“So raise your glass if you are wrong in all the right ways” (Pink).
Let’s be honest. Most little girls, teenagers, and women don’t learn how to be feminists from reading scholarship. They learn from each other, from mass media (TV, movies, magazines, websites, radio, plays, etc), from their parents and family, and from social experience. And while some girls and women do seek feminist scholarship to guide their experience, I venture that most don’t – academic scholarship is usually written in intimidating jargon and unless published as a book, is inaccessible to elementary, middle and high school girls.
Of course, there are exceptions, especially girls who create their own zines and websites (think LiveJournal), or write for feminist sites like Bitch Media (established 1996) and Jezebel.com (established 2007). But let me just say, neither of these existed when I was in middle school and high school (I graduated in 1999 – but I didn’t find out about Bitch until college*). Instead, like I said above, girls and women learn from their social experiences, which for better or worse are highly shaped and influenced by social media.
*I bought my sister a year long subscription + a journal for her Christmas present after I discovered Bitch.
Growing up, I was influenced by female musicians – Madonna, Mariah Carey, Whitney Houston, Salt-n-Peppa, TLC, Janet Jackson, En Vogue, and more. Later in high school, I adored Gwen Steffani and despised The Spice Girls. And if you told me back in 2000 when Pink’s first album debuted that I would tell you today that Pink is my new feminist hero, I’d probably laugh in your face.
Here’s the deal. I am obsessed with the song “Glitter in the Air” and I didn’t realize it was Pink who sang it – my sister clued me in. So last week I purchased my first CD in roughly two years, Pink’s Funhouse. I can’t lie – I’ve listened to the whole album, all the way through, at least four times in less than a week while driving in my car. Last night I spent two hours watching all of Pink’s videos on her YouTube Channel. I know, I have no life. While watching her videos, I realized that Pink is a feminist, albeit a slightly unconventional one. I’m going to direct your attention to two videos in particular, “Raise Your Glass” and “Stupid Girls.”
Briefly, the issues raised/addressed in “Raise Your Glass” video: female obesity, gay marriage, feminist icons (Rosie the Riveter), animal cruelty (protesting of killing bulls, milking cows), race issues, outcasts, culture clashes (gangsters, skateboarders), beauty ideals, religion, sex, and education. All of this in less than 3 minutes, 22 seconds. Damn, she’s good.
A portion of the lyrics:
So raise your glass if you are wrong
In all the right ways
All my underdogs, we will never be
Anything but loud
And nitty gritty
Dirty little freaks
Won’t you come on, and come on, and
Raise your glass
Just come on and come and
Raise your glass
Watch it for yourself.
I’m so glad that I’ll never fit in
That will never be me
Outcasts and girls with ambition
That’s what I wanna seeI love the image of Pink, dressed in a rather conservative outfit with glasses, standing behind a podium – insinuating that our fight for a woman president is far from over.
Watch it for yourself.
So while academic scholarship might not agree with me, I think Pink can and does act as a feminist hero. What do you think? You can check out the rest of her videos on her YouTube Channel, or visit her official website to read through her song lyrics. Let me know.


What this task involves: For the records that follow, give the number of lines containing the word "pixels", with no added text.

**** Dataset entries ****

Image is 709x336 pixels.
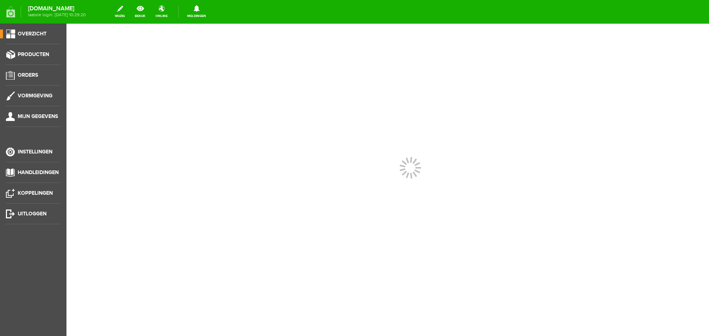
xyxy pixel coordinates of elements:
span: Uitloggen [18,211,47,217]
span: Instellingen [18,149,52,155]
span: Vormgeving [18,93,52,99]
span: Orders [18,72,38,78]
span: Koppelingen [18,190,53,196]
a: Meldingen [183,4,210,20]
span: Producten [18,51,49,58]
span: Mijn gegevens [18,113,58,120]
span: Handleidingen [18,169,59,176]
strong: [DOMAIN_NAME] [28,7,86,11]
a: wijzig [110,4,129,20]
span: Overzicht [18,31,47,37]
span: laatste login: [DATE] 10:29:20 [28,13,86,17]
a: bekijk [130,4,150,20]
a: online [151,4,172,20]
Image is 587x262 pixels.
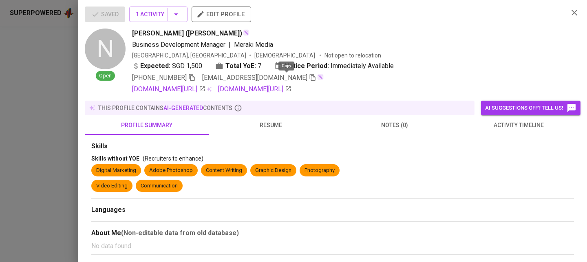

****

Response to this exercise: 2